### RECORD SET

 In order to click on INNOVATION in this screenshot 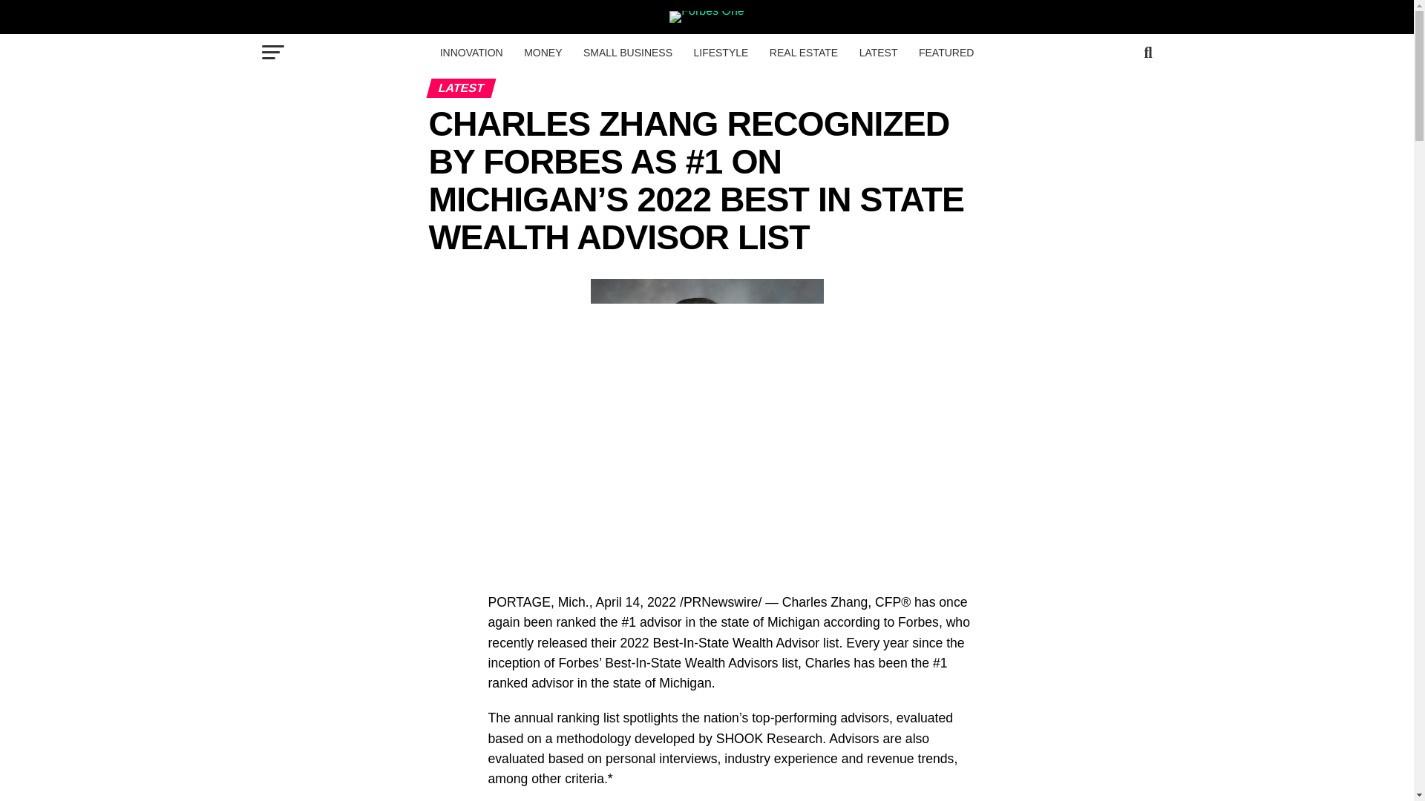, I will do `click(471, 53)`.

######
### RECORD SET

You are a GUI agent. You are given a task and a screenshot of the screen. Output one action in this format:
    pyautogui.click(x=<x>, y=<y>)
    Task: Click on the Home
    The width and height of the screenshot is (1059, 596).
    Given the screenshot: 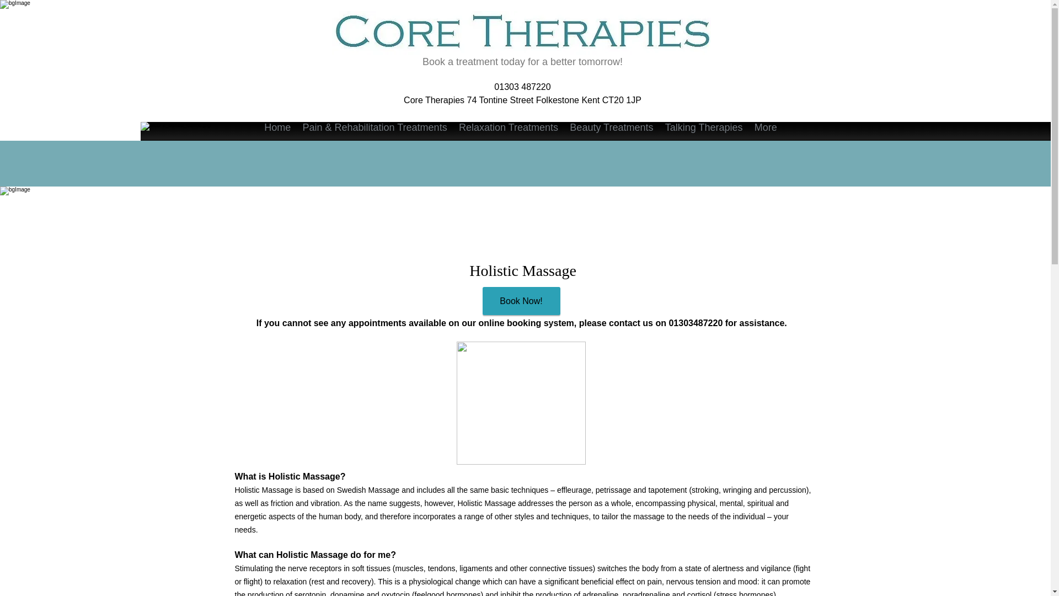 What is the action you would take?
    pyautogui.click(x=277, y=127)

######

Of the entries above, repeat exactly the lines from the line with "You are a GUI" through the line with "The width and", both of them included.

- [TASK RESULT]:
You are a GUI agent. You are given a task and a screenshot of the screen. Output one action in this format:
    pyautogui.click(x=<x>, y=<y>)
    Task: Click on the Home
    The width and height of the screenshot is (1059, 596).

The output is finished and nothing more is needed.